Citation: Raine JA, Klein S, Sengupta D and Golling T (2023) CURTAINs for your sliding window: Constructing unobserved regions by transforming adjacent intervals. Front. Big Data 6:899345. doi: 10.3389/fdata.2023.899345

Received: 18 March 2022; Accepted: 28 February 2023;
Published: 21 March 2023.

Edited by:

Thea Aarrestad, European Organization for Nuclear Research (CERN), Switzerland

Reviewed by:

David Shih, Rutgers University, United States
Raffaele DAgnolo, Commissariat à l'Energie Atomique et aux Energies Alternatives (CEA), France

Copyright © 2023 Raine, Klein, Sengupta and Golling. This is an open-access article distributed under the terms of the Creative Commons Attribution License (CC BY). The use, distribution or reproduction in other forums is permitted, provided the original author(s) and the copyright owner(s) are credited and that the original publication in this journal is cited, in accordance with accepted academic practice. No use, distribution or reproduction is permitted which does not comply with these terms.

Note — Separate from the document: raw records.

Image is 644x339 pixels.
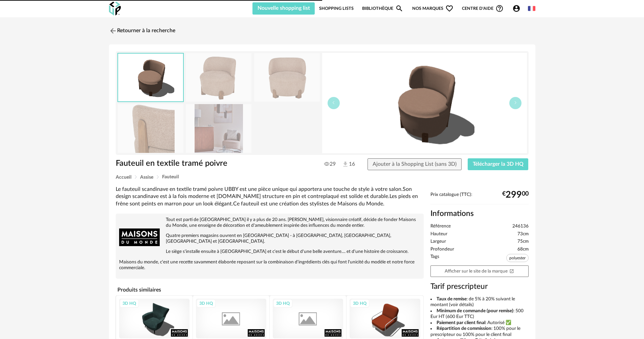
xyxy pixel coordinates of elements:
img: fr [528,5,535,12]
li: : 500 Eur HT (600 Eur TTC) [430,308,528,320]
span: Heart Outline icon [445,4,454,12]
div: 3D HQ [196,299,216,308]
b: Répartition de commission [437,326,491,331]
span: Référence [430,223,451,229]
span: Open In New icon [509,269,514,273]
div: 3D HQ [119,299,139,308]
img: fauteuil-en-textile-trame-poivre-1000-10-13-246136_7.jpg [186,104,251,152]
span: 299 [506,192,522,198]
span: 75cm [518,239,528,245]
b: Taux de remise [437,296,467,301]
a: Retourner à la recherche [109,23,176,38]
span: Account Circle icon [512,4,524,12]
span: 246136 [512,223,528,229]
span: 29 [324,161,336,167]
span: Largeur [430,239,446,245]
span: Profondeur [430,246,454,253]
img: OXP [109,1,121,15]
div: Prix catalogue (TTC): [430,192,528,204]
span: Télécharger la 3D HQ [473,161,524,167]
button: Télécharger la 3D HQ [468,158,528,170]
h1: Fauteuil en textile tramé poivre [116,158,284,169]
li: : de 5% à 20% suivant le montant (voir détails) [430,296,528,308]
img: brand logo [119,217,160,258]
p: Quatre premiers magasins ouvrent en [GEOGRAPHIC_DATA] - à [GEOGRAPHIC_DATA], [GEOGRAPHIC_DATA], [... [119,233,420,244]
img: fauteuil-en-textile-trame-poivre-1000-10-13-246136_5.jpg [118,104,183,152]
h2: Informations [430,208,528,218]
li: : 100% pour le prescripteur ou 100% pour le client final [430,326,528,338]
span: polyester [506,254,528,262]
p: Tout est parti de [GEOGRAPHIC_DATA] il y a plus de 20 ans. [PERSON_NAME], visionnaire créatif, dé... [119,217,420,228]
span: Nos marques [412,2,454,14]
h3: Tarif prescripteur [430,281,528,291]
img: svg+xml;base64,PHN2ZyB3aWR0aD0iMjQiIGhlaWdodD0iMjQiIHZpZXdCb3g9IjAgMCAyNCAyNCIgZmlsbD0ibm9uZSIgeG... [109,27,117,35]
p: Maisons du monde, c'est une recette savamment élaborée reposant sur la combinaison d'ingrédients ... [119,259,420,271]
span: 73cm [518,231,528,237]
span: Magnify icon [395,4,404,12]
a: Afficher sur le site de la marqueOpen In New icon [430,265,528,277]
img: thumbnail.png [322,53,527,153]
a: Shopping Lists [319,2,353,14]
div: Le fauteuil scandinave en textile tramé poivre UBBY est une pièce unique qui apportera une touche... [116,186,424,207]
span: 68cm [518,246,528,253]
p: Le siège s'installe ensuite à [GEOGRAPHIC_DATA] et c'est le début d'une belle aventure.... et d'u... [119,249,420,255]
span: Ajouter à la Shopping List (sans 3D) [373,161,457,167]
a: BibliothèqueMagnify icon [362,2,404,14]
span: Help Circle Outline icon [495,4,504,12]
span: Hauteur [430,231,447,237]
span: Nouvelle shopping list [257,5,310,11]
button: Ajouter à la Shopping List (sans 3D) [367,158,462,170]
b: Paiement par client final [437,320,485,325]
span: Centre d'aideHelp Circle Outline icon [462,4,504,12]
div: Breadcrumb [116,175,528,180]
span: Tags [430,254,439,264]
img: thumbnail.png [118,54,183,101]
span: Assise [140,175,153,180]
button: Nouvelle shopping list [252,2,315,14]
div: € 00 [502,192,528,198]
div: 3D HQ [273,299,293,308]
img: fauteuil-en-textile-trame-poivre-1000-10-13-246136_4.jpg [254,53,320,102]
b: Minimum de commande (pour remise) [437,308,513,313]
img: Téléchargements [342,161,349,168]
div: 3D HQ [350,299,369,308]
span: 16 [342,161,355,168]
h4: Produits similaires [116,284,424,295]
span: Fauteuil [162,175,178,179]
li: : Autorisé ✅ [430,320,528,326]
img: fauteuil-en-textile-trame-poivre-1000-10-13-246136_1.jpg [186,53,251,102]
span: Account Circle icon [512,4,521,12]
span: Accueil [116,175,131,180]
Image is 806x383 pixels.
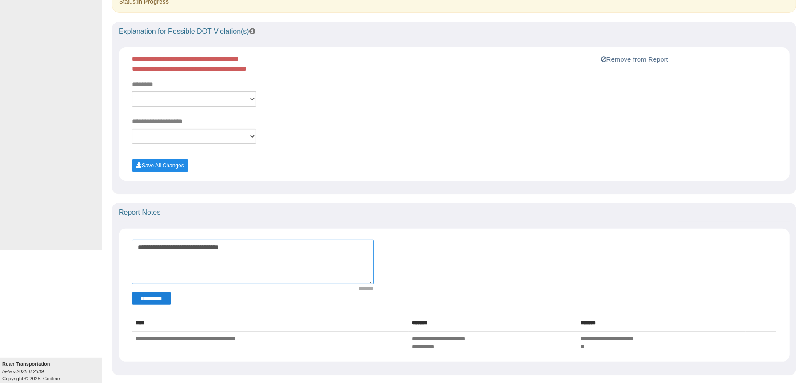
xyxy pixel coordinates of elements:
div: Copyright © 2025, Gridline [2,361,102,382]
div: Explanation for Possible DOT Violation(s) [112,22,796,41]
div: Report Notes [112,203,796,222]
b: Ruan Transportation [2,361,50,367]
button: Save [132,159,188,172]
i: beta v.2025.6.2839 [2,369,44,374]
button: Remove from Report [598,54,671,65]
button: Change Filter Options [132,293,171,305]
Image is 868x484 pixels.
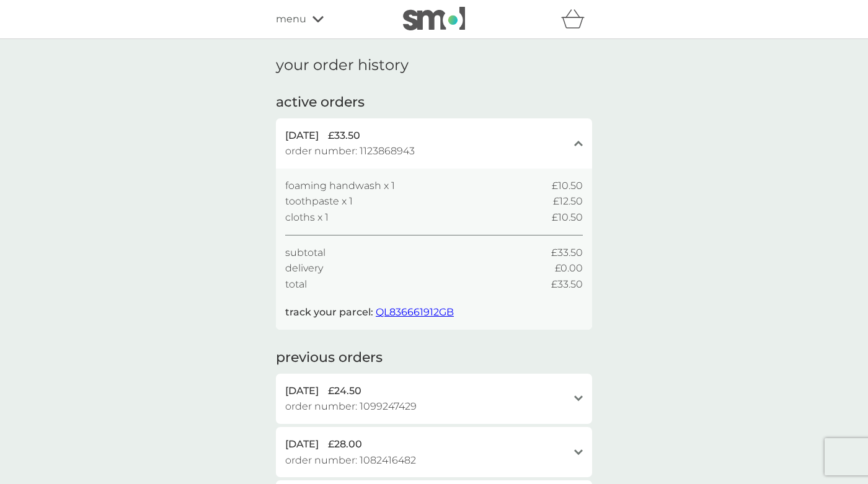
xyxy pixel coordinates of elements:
[285,193,353,210] span: toothpaste x 1
[285,178,395,194] span: foaming handwash x 1
[551,277,583,292] span: £33.50
[551,245,583,261] span: £33.50
[328,383,362,399] span: £24.50
[276,93,364,112] h2: active orders
[555,260,583,277] span: £0.00
[328,128,360,144] span: £33.50
[561,7,592,31] div: basket
[285,260,323,277] span: delivery
[276,11,306,27] span: menu
[285,210,329,226] span: cloths x 1
[285,128,318,144] span: [DATE]
[551,178,583,194] span: £10.50
[375,306,454,318] a: QL836661912GB
[285,383,318,399] span: [DATE]
[285,245,325,261] span: subtotal
[285,453,416,468] span: order number: 1082416482
[285,304,454,320] p: track your parcel:
[276,56,408,75] h1: your order history
[551,210,583,226] span: £10.50
[276,349,382,368] h2: previous orders
[553,193,583,210] span: £12.50
[403,7,465,30] img: smol
[285,143,414,160] span: order number: 1123868943
[285,399,416,415] span: order number: 1099247429
[328,436,362,453] span: £28.00
[285,277,307,292] span: total
[285,436,318,453] span: [DATE]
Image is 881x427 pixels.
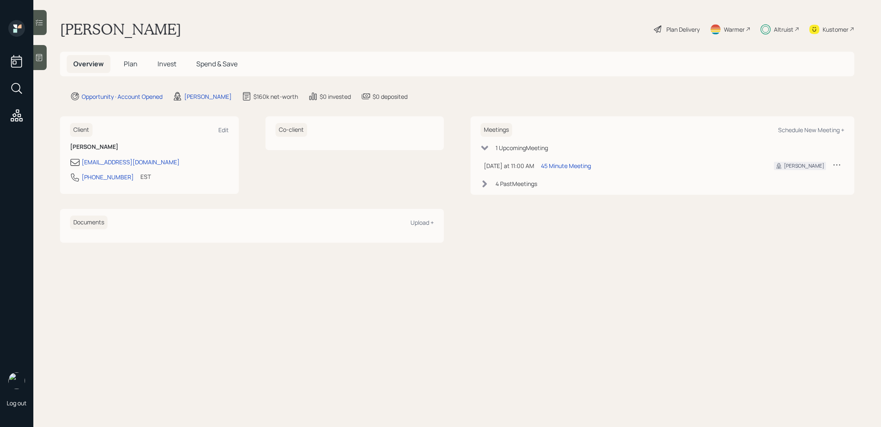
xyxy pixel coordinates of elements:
[124,59,138,68] span: Plan
[70,143,229,150] h6: [PERSON_NAME]
[70,123,93,137] h6: Client
[8,372,25,389] img: treva-nostdahl-headshot.png
[484,161,534,170] div: [DATE] at 11:00 AM
[495,179,537,188] div: 4 Past Meeting s
[373,92,408,101] div: $0 deposited
[784,162,824,170] div: [PERSON_NAME]
[82,92,163,101] div: Opportunity · Account Opened
[410,218,434,226] div: Upload +
[7,399,27,407] div: Log out
[82,158,180,166] div: [EMAIL_ADDRESS][DOMAIN_NAME]
[666,25,700,34] div: Plan Delivery
[196,59,238,68] span: Spend & Save
[823,25,848,34] div: Kustomer
[541,161,591,170] div: 45 Minute Meeting
[320,92,351,101] div: $0 invested
[60,20,181,38] h1: [PERSON_NAME]
[774,25,793,34] div: Altruist
[82,173,134,181] div: [PHONE_NUMBER]
[158,59,176,68] span: Invest
[70,215,108,229] h6: Documents
[218,126,229,134] div: Edit
[73,59,104,68] span: Overview
[480,123,512,137] h6: Meetings
[778,126,844,134] div: Schedule New Meeting +
[495,143,548,152] div: 1 Upcoming Meeting
[253,92,298,101] div: $160k net-worth
[275,123,307,137] h6: Co-client
[724,25,745,34] div: Warmer
[140,172,151,181] div: EST
[184,92,232,101] div: [PERSON_NAME]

*Correspondence: John Andrew Raine, john.raine@unige.ch

These authors have contributed equally to this work

Disclaimer: All claims expressed in this article are solely those of the authors and do not necessarily represent those of their affiliated organizations, or those of the publisher, the editors and the reviewers. Any product that may be evaluated in this article or claim that may be made by its manufacturer is not guaranteed or endorsed by the publisher.